The known editions issued from Alantansi’s press are:

Tur Orah Hayim, by Jacob ben Asher (1485)

-Hebrew Bible with the Five Megillot and the Haftarot (1486-1487)

Neviim Aharonim (1486-1487)

Tur Yoreh De’ah, by Jacob ben Asher (1487)

– Torah with Targum Onkelos and Rashi’s comments (1490)

The books printed by Alantansí in Híjar reveal the quality of the materials used by skilled printers with a good taste. The editions, in square and Rabbinic characters, include capital letters engraved in wood and other ornaments of great beauty. Most books from Híjar’s press present the mark of the printer: a single rampant lion, sometimes enclosed in a shield. If the historical, artistic, and cultural significance of these incunabula is already beyond doubt.

Equally interesting is the life and personality of the printer. Eliezer ben Abraham Alantansí settled in Híjar (time called Ixar) where around 40 Jewish families lived at the time, protected by the first Duke of Híjar, Don Juan Fernández de Híjar y Cabrera.

Alantansí established his workshop in 1482, and it remained active until shortly before the Expulsion of the Jews from Spain, with a last known edition printed in 1490. He was, indeed, a very interesting person: a scholar with an innate vision for business who lived a fascinating life that deserves to be narrated. This is the proposal of this documentary: to show a key figure of Jewish culture in 15th century Spain, not yet recognized by the public.

Alantansí’s printing press was dismantled after the death of the first Duke of Híjar in 1490, who could have probably been a protector and sponsor of the enterprise.  The relationship between the Duke and Alantansí’s printing workshop, as well as the itinerary that Alantansí himself followed when he left Híjar remain an enigma, which researchers working in this documentary project are trying to unravel.

Alantansi’s life is full of curiosities, which are determining to understand Jewish life at that time.

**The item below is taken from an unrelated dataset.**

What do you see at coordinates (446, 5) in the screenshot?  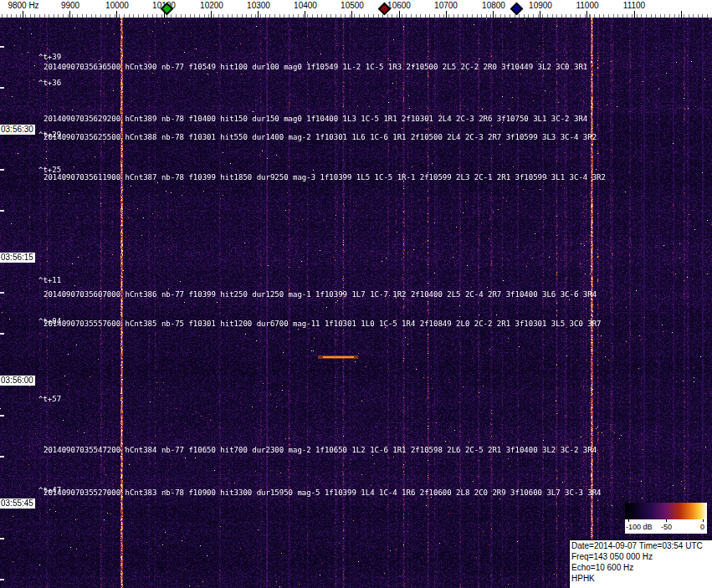 I see `freq-tick-label: 10700` at bounding box center [446, 5].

A docu-fiction model has been chosen to narrate his life, where we will see our protagonist surrounded by his contemporaries, both in his native Osca (now Huesca), and in the old Jewish quarter of the town of Ixar.

While he leaves aboard a ship to a forced exile, Eliezer remembers the anecdotes or stories he lived in those places. The ship sequences have been shoot in one of the caravels that are parked on the banks of the Río Tinto, on the outskirts of Palos de la Frontera, Cadiz (Spain).

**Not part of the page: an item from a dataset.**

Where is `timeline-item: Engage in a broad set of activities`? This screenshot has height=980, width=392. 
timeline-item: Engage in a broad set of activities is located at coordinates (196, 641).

A main setting is the re-discovered old synagogue of Híjar, which is a unique example of almost complete medieval synagogues in Spain, and the only one which preserves painted decoration. The original paintings have been recreated in a set constructed specially for the shooting to transport us to those inspiring years. The Four Sephardic Synagogues in Jerusalem will also play the same role.

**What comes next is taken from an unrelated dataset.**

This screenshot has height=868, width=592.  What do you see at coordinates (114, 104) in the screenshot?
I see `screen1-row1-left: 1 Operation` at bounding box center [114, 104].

As the documentary discovers the printer’s life, it will also reveal the importance of his work. We will follow Lucía Conte -the second protagonist of this story-, in her scholarly research journey through different libraries and international universities to follow the footprints left in Alantansí’s books preserved in different countries, to use them as clues who share a fascinating part of the history of the People of the Book. The path followed by Lucía includes the Spanish National Library, the National Library of Israel, the Bodleian Library in Oxford, among other libraries and historical archives.

One of the mains is where she started her research journey: the Library of the Jewish Theological Seminary of America at Columbia University in the city of New York. Dr. Marjorie Lehman and Dr. Markus Mordecai Schwartz have shared and discovered the footprints and stories behind the precious copies preserved at JTSA. In Oxford was Cesar Merhan-Hamann, the Hebrew and Judaica curator in the Bodleian Library, who showed us a selection of Alantansí’s incunabula.